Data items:
--- START ---
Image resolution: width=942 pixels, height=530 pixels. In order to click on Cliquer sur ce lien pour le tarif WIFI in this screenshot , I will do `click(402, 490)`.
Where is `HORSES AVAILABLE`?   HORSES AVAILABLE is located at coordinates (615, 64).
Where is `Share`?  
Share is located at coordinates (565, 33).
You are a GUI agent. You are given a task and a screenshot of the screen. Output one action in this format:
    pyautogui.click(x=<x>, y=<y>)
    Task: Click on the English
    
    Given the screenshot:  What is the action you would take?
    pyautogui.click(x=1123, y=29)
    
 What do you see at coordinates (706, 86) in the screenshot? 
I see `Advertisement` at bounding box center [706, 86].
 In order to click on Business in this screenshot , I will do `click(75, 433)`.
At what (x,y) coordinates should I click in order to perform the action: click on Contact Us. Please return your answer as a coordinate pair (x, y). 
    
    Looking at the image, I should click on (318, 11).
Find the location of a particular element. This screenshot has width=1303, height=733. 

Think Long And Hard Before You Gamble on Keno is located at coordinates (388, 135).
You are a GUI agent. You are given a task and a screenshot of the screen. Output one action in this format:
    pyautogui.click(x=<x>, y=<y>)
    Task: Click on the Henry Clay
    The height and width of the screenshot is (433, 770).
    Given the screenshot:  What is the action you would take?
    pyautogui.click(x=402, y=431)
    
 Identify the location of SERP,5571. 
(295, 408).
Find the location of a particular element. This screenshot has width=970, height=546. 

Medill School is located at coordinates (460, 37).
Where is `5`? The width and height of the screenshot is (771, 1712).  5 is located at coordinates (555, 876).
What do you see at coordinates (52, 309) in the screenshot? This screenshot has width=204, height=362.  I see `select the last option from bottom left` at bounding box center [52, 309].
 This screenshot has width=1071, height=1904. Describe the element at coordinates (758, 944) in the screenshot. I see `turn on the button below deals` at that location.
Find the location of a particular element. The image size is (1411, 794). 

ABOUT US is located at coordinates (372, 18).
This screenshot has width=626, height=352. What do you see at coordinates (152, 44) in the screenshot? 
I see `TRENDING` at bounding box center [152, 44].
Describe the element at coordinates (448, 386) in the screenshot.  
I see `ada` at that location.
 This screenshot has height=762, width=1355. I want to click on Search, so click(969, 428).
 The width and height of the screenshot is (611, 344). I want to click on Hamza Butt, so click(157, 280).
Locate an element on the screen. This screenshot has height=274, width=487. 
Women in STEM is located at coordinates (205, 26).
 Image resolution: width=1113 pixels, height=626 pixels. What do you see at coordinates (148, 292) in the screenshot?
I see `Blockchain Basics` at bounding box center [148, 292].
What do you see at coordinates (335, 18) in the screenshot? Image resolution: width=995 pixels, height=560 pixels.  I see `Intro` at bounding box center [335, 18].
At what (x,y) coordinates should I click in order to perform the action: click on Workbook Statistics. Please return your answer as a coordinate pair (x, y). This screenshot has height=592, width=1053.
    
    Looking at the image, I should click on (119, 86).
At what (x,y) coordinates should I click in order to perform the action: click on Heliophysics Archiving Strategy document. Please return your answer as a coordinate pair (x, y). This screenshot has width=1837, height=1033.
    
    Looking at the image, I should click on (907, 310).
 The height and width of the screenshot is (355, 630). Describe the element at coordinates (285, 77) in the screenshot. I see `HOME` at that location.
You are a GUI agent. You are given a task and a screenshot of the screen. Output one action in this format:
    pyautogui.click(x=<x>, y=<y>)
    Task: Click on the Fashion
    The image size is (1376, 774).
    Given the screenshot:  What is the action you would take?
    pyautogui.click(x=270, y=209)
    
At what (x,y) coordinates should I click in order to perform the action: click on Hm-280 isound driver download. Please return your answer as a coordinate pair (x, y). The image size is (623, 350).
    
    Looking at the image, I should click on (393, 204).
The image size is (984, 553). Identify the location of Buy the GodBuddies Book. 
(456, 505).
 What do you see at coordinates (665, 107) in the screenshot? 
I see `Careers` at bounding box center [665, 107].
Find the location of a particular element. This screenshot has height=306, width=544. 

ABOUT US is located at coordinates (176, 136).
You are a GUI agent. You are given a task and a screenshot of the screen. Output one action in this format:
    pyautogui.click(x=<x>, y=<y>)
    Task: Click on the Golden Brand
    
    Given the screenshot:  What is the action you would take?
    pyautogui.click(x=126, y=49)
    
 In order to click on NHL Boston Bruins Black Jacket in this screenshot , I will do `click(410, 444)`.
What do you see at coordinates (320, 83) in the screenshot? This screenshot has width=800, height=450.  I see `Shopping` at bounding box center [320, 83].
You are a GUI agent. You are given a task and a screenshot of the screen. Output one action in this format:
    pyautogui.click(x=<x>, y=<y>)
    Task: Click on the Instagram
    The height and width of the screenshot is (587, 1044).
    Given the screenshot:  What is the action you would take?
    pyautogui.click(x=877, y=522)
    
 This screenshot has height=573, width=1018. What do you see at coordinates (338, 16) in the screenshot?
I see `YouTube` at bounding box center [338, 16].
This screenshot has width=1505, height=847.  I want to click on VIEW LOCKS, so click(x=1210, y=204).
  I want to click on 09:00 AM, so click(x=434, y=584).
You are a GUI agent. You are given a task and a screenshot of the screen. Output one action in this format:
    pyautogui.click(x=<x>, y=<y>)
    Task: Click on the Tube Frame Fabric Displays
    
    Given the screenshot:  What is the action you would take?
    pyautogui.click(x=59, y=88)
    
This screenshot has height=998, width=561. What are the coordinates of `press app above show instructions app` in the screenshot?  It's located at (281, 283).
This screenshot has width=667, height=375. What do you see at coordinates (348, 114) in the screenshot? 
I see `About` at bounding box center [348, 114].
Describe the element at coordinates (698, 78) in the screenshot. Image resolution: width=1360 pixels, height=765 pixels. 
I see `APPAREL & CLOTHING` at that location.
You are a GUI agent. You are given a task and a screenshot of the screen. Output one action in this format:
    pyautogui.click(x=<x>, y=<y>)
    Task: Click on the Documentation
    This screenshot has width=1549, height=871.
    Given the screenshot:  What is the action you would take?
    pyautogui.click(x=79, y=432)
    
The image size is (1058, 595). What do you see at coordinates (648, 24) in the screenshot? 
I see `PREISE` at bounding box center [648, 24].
--- END ---
Please print exactly the lines of the entries above, beginning with the line that contains "Task: Click on the Instagram" and ending with the last line.

    Task: Click on the Instagram
    The height and width of the screenshot is (587, 1044).
    Given the screenshot:  What is the action you would take?
    pyautogui.click(x=877, y=522)
    
 This screenshot has height=573, width=1018. What do you see at coordinates (338, 16) in the screenshot?
I see `YouTube` at bounding box center [338, 16].
This screenshot has width=1505, height=847.  I want to click on VIEW LOCKS, so click(x=1210, y=204).
  I want to click on 09:00 AM, so click(x=434, y=584).
You are a GUI agent. You are given a task and a screenshot of the screen. Output one action in this format:
    pyautogui.click(x=<x>, y=<y>)
    Task: Click on the Tube Frame Fabric Displays
    
    Given the screenshot:  What is the action you would take?
    pyautogui.click(x=59, y=88)
    
This screenshot has height=998, width=561. What are the coordinates of `press app above show instructions app` in the screenshot?  It's located at (281, 283).
This screenshot has width=667, height=375. What do you see at coordinates (348, 114) in the screenshot? 
I see `About` at bounding box center [348, 114].
Describe the element at coordinates (698, 78) in the screenshot. Image resolution: width=1360 pixels, height=765 pixels. 
I see `APPAREL & CLOTHING` at that location.
You are a GUI agent. You are given a task and a screenshot of the screen. Output one action in this format:
    pyautogui.click(x=<x>, y=<y>)
    Task: Click on the Documentation
    This screenshot has width=1549, height=871.
    Given the screenshot:  What is the action you would take?
    pyautogui.click(x=79, y=432)
    
The image size is (1058, 595). What do you see at coordinates (648, 24) in the screenshot? 
I see `PREISE` at bounding box center [648, 24].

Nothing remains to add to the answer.